I am lucky to live in what is an ancient English market town. Hertford is well known for its historical and architectural heritage. Nearly every property in the town centre has found its way in to the Listed Buildings Index. Most are Grade II and many have some special internal features or as below some other unique external decoration.
When I was Town Centre Manager my opposite number in Ware Dave Walton once told the local radio station that the interest in the town came from looking upwards. The first and second floors and roofs of most of the buildings have remained unchanged over the centuries and here are where the outstanding and unique features can be seen.
It is a very astute comment on our history but this page concentrates on a few features that can be seen at eye level and almost missed if you did not know about them.
On the wall of the Health Centre in Bull Plain is this commemorative stone set into the brickwork.
It commemorates the opening of the centre by Lt Col. Oswald McMullen. Unfortunately some of the lettering was scarred during the renovation work a few years back.
But this is not of importance here. Quite visible are six drilled holes around the top and bottom edge. This is where bolts were screwed in to hold a plain piece of wood. This was done at the outset of World War Two so that if an enemy invaded they would not know that this was Hertford as all identifying marks had been covered up.

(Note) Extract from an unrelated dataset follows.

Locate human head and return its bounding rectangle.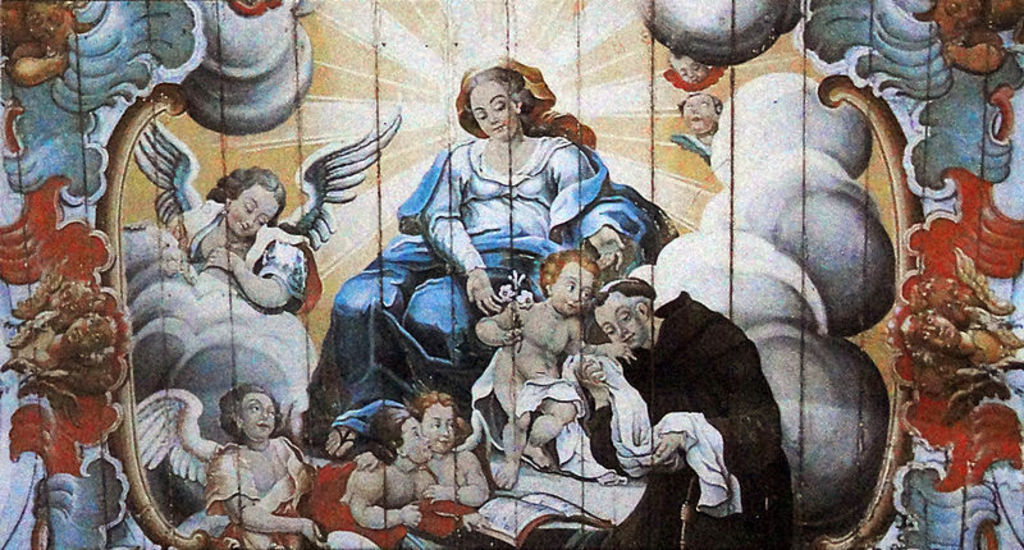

This looks like a plain painted door. It is at the side of Cafe Yum Yum in Old Cross
that used to be Wiggingtons Antique Shop.
In between the two top panels you can just make out a small slit in the woodwork. This was an old fashioned letter box.
It was wide enough for one piece of mail but I doubt if it could cope with the bulky piles of bills and junk mail that come through our doors today.
This strange object can be found at first floor level of Beckwiths Antiques in St
Andrew Street. It is called a snuffer or to give it its correct term -
A link was a pitch torch which was lit by pedestrians to find their way around the streets during the seventeenth and eighteenth centuries.
Yesterday when I was taking these photos I discovered this on the side of Green Dragon
Vaults in Maidenhead Street, above Ladbrokes Betting Shop.
It used to be called the Green Dragon Inn but is now a block of apartments. It is the very first time I have ever noticed this. Anybody even me, can be surprised by just looking at things in front of their nose.